Children living with disabilities continue to be the most excluded among all groups of children in Africa, according to the United Nations Children’s Fund (UNICEF).
According to UNICEF, data suggests that between 5 and 10 per cent of all children in Africa grow up with disabilities.
At an event marking this year’s Day of the African Child, UNICEF highlighted that only a small portion of chidren with disabilities are in school and few only have access to inclusive education.

Today, the UNICEF urges families, communities and governments on Africa to protect children with disabilities from discrimination, violence and neglect.
The agency also stressed the need to provide these children with access to all the services they need to grow up healthy and live up to their potential.

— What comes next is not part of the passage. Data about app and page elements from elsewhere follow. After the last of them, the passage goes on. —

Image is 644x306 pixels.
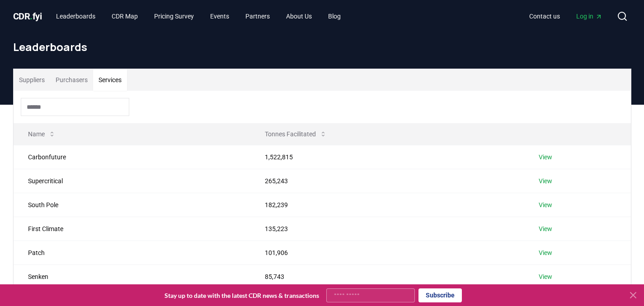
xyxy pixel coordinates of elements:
a: View [539,177,552,186]
a: View [539,153,552,162]
a: View [539,201,552,210]
h1: Leaderboards [13,40,631,54]
button: Name [21,125,63,143]
td: Patch [14,241,251,264]
a: Leaderboards [49,8,103,25]
button: Services [93,69,127,91]
nav: Main [49,8,348,25]
td: Senken [14,264,251,288]
a: View [539,248,552,257]
td: 1,522,815 [250,145,524,169]
span: CDR fyi [13,11,42,21]
a: Pricing Survey [147,8,201,25]
a: CDR.fyi [13,10,42,23]
button: Tonnes Facilitated [257,125,334,143]
a: CDR Map [105,8,145,25]
a: Events [203,8,237,25]
a: Contact us [522,8,567,25]
a: Partners [238,8,277,25]
a: Blog [321,8,348,25]
td: 101,906 [250,241,524,264]
td: Carbonfuture [14,145,251,169]
button: Suppliers [14,69,50,91]
span: Log in [576,12,602,21]
td: 135,223 [250,217,524,241]
a: View [539,225,552,233]
td: 265,243 [250,169,524,193]
nav: Main [522,8,610,25]
td: First Climate [14,217,251,241]
a: About Us [279,8,319,25]
span: . [30,11,32,21]
button: Purchasers [50,69,93,91]
td: Supercritical [14,169,251,193]
td: South Pole [14,193,251,217]
td: 182,239 [250,193,524,217]
td: 85,743 [250,264,524,288]
a: Log in [569,8,610,25]
a: View [539,272,552,281]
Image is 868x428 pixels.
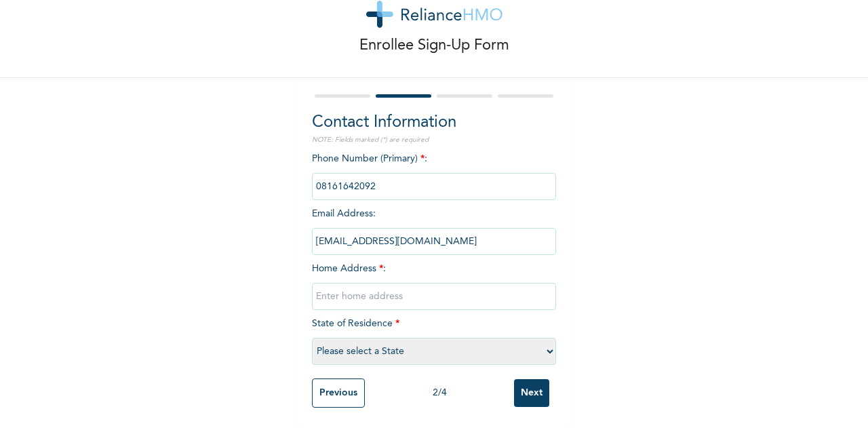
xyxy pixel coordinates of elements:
span: Phone Number (Primary) : [312,154,556,191]
p: NOTE: Fields marked (*) are required [312,135,556,145]
span: Home Address : [312,263,556,301]
span: State of Residence [312,318,556,356]
img: logo [366,1,502,28]
input: Enter Primary Phone Number [312,173,556,200]
input: Enter email Address [312,228,556,255]
input: Enter home address [312,283,556,310]
input: Next [514,379,550,406]
h2: Contact Information [312,110,556,135]
input: Previous [312,379,365,407]
span: Email Address : [312,209,556,246]
p: Enrollee Sign-Up Form [359,35,509,57]
div: 2 / 4 [365,386,514,400]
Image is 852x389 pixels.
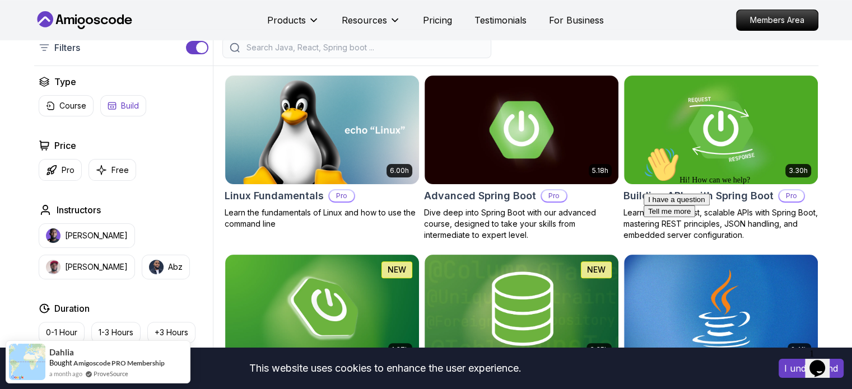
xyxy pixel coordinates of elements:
[46,228,60,243] img: instructor img
[225,207,419,230] p: Learn the fundamentals of Linux and how to use the command line
[225,76,419,184] img: Linux Fundamentals card
[99,327,133,338] p: 1-3 Hours
[474,13,526,27] a: Testimonials
[54,75,76,88] h2: Type
[62,165,74,176] p: Pro
[4,52,71,63] button: I have a question
[8,356,762,381] div: This website uses cookies to enhance the user experience.
[267,13,306,27] p: Products
[147,322,195,343] button: +3 Hours
[49,358,72,367] span: Bought
[424,75,619,241] a: Advanced Spring Boot card5.18hAdvanced Spring BootProDive deep into Spring Boot with our advanced...
[424,207,619,241] p: Dive deep into Spring Boot with our advanced course, designed to take your skills from intermedia...
[73,359,165,367] a: Amigoscode PRO Membership
[65,262,128,273] p: [PERSON_NAME]
[736,10,818,31] a: Members Area
[592,166,608,175] p: 5.18h
[624,76,818,184] img: Building APIs with Spring Boot card
[542,190,566,202] p: Pro
[424,255,618,363] img: Spring Data JPA card
[329,190,354,202] p: Pro
[639,142,841,339] iframe: chat widget
[149,260,164,274] img: instructor img
[88,159,136,181] button: Free
[736,10,818,30] p: Members Area
[111,165,129,176] p: Free
[39,95,94,116] button: Course
[225,75,419,230] a: Linux Fundamentals card6.00hLinux FundamentalsProLearn the fundamentals of Linux and how to use t...
[65,230,128,241] p: [PERSON_NAME]
[624,255,818,363] img: Java for Beginners card
[225,188,324,204] h2: Linux Fundamentals
[390,166,409,175] p: 6.00h
[388,264,406,276] p: NEW
[342,13,400,36] button: Resources
[9,344,45,380] img: provesource social proof notification image
[4,4,206,75] div: 👋Hi! How can we help?I have a questionTell me more
[791,346,808,354] p: 2.41h
[46,327,77,338] p: 0-1 Hour
[57,203,101,217] h2: Instructors
[424,76,618,184] img: Advanced Spring Boot card
[805,344,841,378] iframe: chat widget
[46,260,60,274] img: instructor img
[778,359,843,378] button: Accept cookies
[423,13,452,27] a: Pricing
[39,159,82,181] button: Pro
[54,41,80,54] p: Filters
[587,264,605,276] p: NEW
[244,42,484,53] input: Search Java, React, Spring boot ...
[623,75,818,241] a: Building APIs with Spring Boot card3.30hBuilding APIs with Spring BootProLearn to build robust, s...
[39,322,85,343] button: 0-1 Hour
[391,346,409,354] p: 1.67h
[94,369,128,379] a: ProveSource
[54,302,90,315] h2: Duration
[91,322,141,343] button: 1-3 Hours
[59,100,86,111] p: Course
[39,223,135,248] button: instructor img[PERSON_NAME]
[4,4,40,40] img: :wave:
[342,13,387,27] p: Resources
[225,255,419,363] img: Spring Boot for Beginners card
[142,255,190,279] button: instructor imgAbz
[4,34,111,42] span: Hi! How can we help?
[549,13,604,27] a: For Business
[54,139,76,152] h2: Price
[100,95,146,116] button: Build
[623,188,773,204] h2: Building APIs with Spring Boot
[590,346,608,354] p: 6.65h
[121,100,139,111] p: Build
[39,255,135,279] button: instructor img[PERSON_NAME]
[49,348,74,357] span: Dahlia
[623,207,818,241] p: Learn to build robust, scalable APIs with Spring Boot, mastering REST principles, JSON handling, ...
[49,369,82,379] span: a month ago
[267,13,319,36] button: Products
[155,327,188,338] p: +3 Hours
[168,262,183,273] p: Abz
[424,188,536,204] h2: Advanced Spring Boot
[4,63,56,75] button: Tell me more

Only 25 out of 55 African countries have not yet ratified the Convention on the Rights of Persons with Disabilities,
which guarantees children with disabilities access to inclusive, quality and free primary and secondary education on an equal basis with others in the communities in which they live.
School enrolment among children with disabilities is much lower than among other children, UNICEF stated.
A 2011 study carried out by the agency in Madagascar found that on average only 11 per cent of children with disabilities attended primary school.
Some African countries introduced national policies or strategies to respond to the needs of children with disabilities. Rwanda for one is one of the countries that invested in specialized education for children with disabilities.
UNICEF is supporting the development of national frameworks for inclusive education in a number of African countries as well. The agency is also supporting interventions for children with disabilities, including through the distribution of textbooks in Braille for children with visual impairment in Zimbabwe.
The Day of the African Child is marked on 16 June each year to honour the memory of school children killed in 1976 during a demonstration in Soweto, South Africa, to protest inferior education by the apartheid administration.
The theme for this year’s observance is “The rights of children with disabilities: The duty to protect, respect, promote and fulfil.”
On September 2011, UN Children’s Fund (UNICEF) said research shows that inclusive education lead to better learning outcomes for children with disabilities. The agency cited that long-term placement in institutions damages children’s health and development.
UNICEF also stressed that inclusive education promotes tolerance and enables social cohesion as it fosters a cohesive social culture and promotes equal participation in society. Inclusive education is more cost effective than separated schooling. It also provides for inclusive labour markets which lead to a more efficient social economy.
Some 1.1 million children with disabilities in Central and Eastern Europe and the countries of the former Soviet Union are hidden away at home or in institutions.
These children are likely to be out of school and among those most vulnerable to neglect, abuse and exploitation, the UN Children’s Fund (UNICEF) reported.
Eighteen of the 22 countries and entities across the region have signed and 12 have ratified the Convention on the Rights of Persons with Disabilities.
A WHO benchmark places the number of children who have disabilities at 2.5 per cent of the population or 2.6 million children in the region, but national statistics record only 1.5 million, most of whom are likely to be out of school. This figure seriously underestimates the scope of the problem and suggests another 1.1 million children are unaccounted for, UNICEF said.